Arts Fuse Editor
The young baritone Will Liverman’s performances are full of spirit and a wide range of moods.
This was an artist who approached his singular craft with equal measures of exuberance and precision.
As the age of COVID-19 wanes (or waxes?), Arts Fuse critics supply a guide to film, dance, visual art, theater, and music. Please check with venues about whether the event is available by streaming or is in person. More offerings will be added as they come in.
This was a generous two-set show whose imaginative pacing spotlit exploratory jams and interesting reconstructions of classic Dead fare.
It might seem a stretch to pair drummer Andrew Cyrille’s disc with composer/trumpeter Amir ElSaffar’s.

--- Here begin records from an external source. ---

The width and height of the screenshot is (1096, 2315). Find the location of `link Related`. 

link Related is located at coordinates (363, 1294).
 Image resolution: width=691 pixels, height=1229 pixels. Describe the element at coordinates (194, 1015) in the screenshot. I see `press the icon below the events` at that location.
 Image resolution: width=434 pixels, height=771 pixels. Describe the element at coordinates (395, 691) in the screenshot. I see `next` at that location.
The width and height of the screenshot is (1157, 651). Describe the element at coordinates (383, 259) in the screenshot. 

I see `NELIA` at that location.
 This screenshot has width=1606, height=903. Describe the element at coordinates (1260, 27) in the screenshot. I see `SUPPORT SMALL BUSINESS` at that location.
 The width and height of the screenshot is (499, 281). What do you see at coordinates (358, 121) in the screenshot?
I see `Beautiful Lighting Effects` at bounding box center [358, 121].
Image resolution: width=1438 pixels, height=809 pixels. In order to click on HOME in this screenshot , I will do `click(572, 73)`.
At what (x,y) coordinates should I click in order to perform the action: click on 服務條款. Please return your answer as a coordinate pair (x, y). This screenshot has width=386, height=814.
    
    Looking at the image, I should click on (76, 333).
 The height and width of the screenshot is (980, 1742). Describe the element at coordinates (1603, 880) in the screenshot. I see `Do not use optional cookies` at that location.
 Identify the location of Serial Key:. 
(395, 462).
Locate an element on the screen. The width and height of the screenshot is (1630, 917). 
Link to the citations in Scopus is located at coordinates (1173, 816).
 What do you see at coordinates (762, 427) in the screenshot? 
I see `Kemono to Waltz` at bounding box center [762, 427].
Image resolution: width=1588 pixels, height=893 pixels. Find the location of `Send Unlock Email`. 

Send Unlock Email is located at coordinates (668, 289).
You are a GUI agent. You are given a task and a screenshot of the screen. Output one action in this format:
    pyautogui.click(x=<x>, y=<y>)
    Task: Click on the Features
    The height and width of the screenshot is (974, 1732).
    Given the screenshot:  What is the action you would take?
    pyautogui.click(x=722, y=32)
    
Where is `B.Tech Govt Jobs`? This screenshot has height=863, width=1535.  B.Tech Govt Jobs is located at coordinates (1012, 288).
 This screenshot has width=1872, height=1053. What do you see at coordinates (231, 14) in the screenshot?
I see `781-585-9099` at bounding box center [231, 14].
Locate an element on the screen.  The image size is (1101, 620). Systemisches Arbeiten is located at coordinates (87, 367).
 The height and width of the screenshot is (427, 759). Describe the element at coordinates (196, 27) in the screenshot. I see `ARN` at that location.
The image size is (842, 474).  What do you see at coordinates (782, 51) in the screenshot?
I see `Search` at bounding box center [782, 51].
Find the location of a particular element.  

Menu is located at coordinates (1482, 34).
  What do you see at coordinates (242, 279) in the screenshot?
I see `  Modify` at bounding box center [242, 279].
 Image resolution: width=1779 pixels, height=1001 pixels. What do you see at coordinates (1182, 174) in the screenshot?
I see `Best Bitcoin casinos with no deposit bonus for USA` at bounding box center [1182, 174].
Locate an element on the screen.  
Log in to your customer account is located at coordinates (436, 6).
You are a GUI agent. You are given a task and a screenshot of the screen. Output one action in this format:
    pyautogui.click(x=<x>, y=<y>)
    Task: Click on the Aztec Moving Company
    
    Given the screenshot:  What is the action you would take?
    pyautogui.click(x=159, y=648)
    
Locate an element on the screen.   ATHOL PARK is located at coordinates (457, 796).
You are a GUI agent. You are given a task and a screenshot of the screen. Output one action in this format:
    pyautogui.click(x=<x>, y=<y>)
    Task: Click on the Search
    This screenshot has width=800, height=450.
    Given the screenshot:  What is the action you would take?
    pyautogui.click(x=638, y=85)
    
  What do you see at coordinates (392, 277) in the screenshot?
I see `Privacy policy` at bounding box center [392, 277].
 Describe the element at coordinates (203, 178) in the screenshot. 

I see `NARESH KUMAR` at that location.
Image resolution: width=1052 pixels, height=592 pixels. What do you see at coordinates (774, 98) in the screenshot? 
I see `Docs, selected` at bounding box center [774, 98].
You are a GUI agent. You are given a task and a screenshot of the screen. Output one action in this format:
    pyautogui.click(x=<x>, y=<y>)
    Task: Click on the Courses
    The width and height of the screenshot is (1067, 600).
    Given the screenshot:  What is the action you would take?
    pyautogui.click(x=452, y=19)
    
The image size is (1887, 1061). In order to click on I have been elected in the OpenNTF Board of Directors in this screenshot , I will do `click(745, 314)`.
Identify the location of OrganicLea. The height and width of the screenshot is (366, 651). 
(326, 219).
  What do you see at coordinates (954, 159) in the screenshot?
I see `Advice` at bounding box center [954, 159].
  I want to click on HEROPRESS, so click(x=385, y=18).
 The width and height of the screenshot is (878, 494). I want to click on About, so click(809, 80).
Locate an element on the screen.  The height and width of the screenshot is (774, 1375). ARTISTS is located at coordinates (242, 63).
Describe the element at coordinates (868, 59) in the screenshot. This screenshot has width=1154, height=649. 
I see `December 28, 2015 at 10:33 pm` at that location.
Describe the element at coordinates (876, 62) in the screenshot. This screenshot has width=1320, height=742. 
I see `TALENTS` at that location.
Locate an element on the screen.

But both spent time under the tutelage of the redoubtable Cecil Taylor, and it shows.
In this deeply enlightening study, Anthony Alan Shelton aims to set the record straight about how mask culture developed in Mexico as well as in Andean cultures.
The essays in this excellent volume consistently show that nostalgia is about something, and it matters.
Leon Bridges is the master of soft sensual tones, particularly when he intermingles the romantic and the steamy.
The Everly Brothers’ close harmony work was so sinuous it sometimes seemed close to witchcraft.
Author Appreciation: Historian Stephen B. Oates
No writer, historian, or filmmaker ever took me nearly as close to Abraham Lincoln the man as did Stephen B. Oates. I have always been indebted to him for that.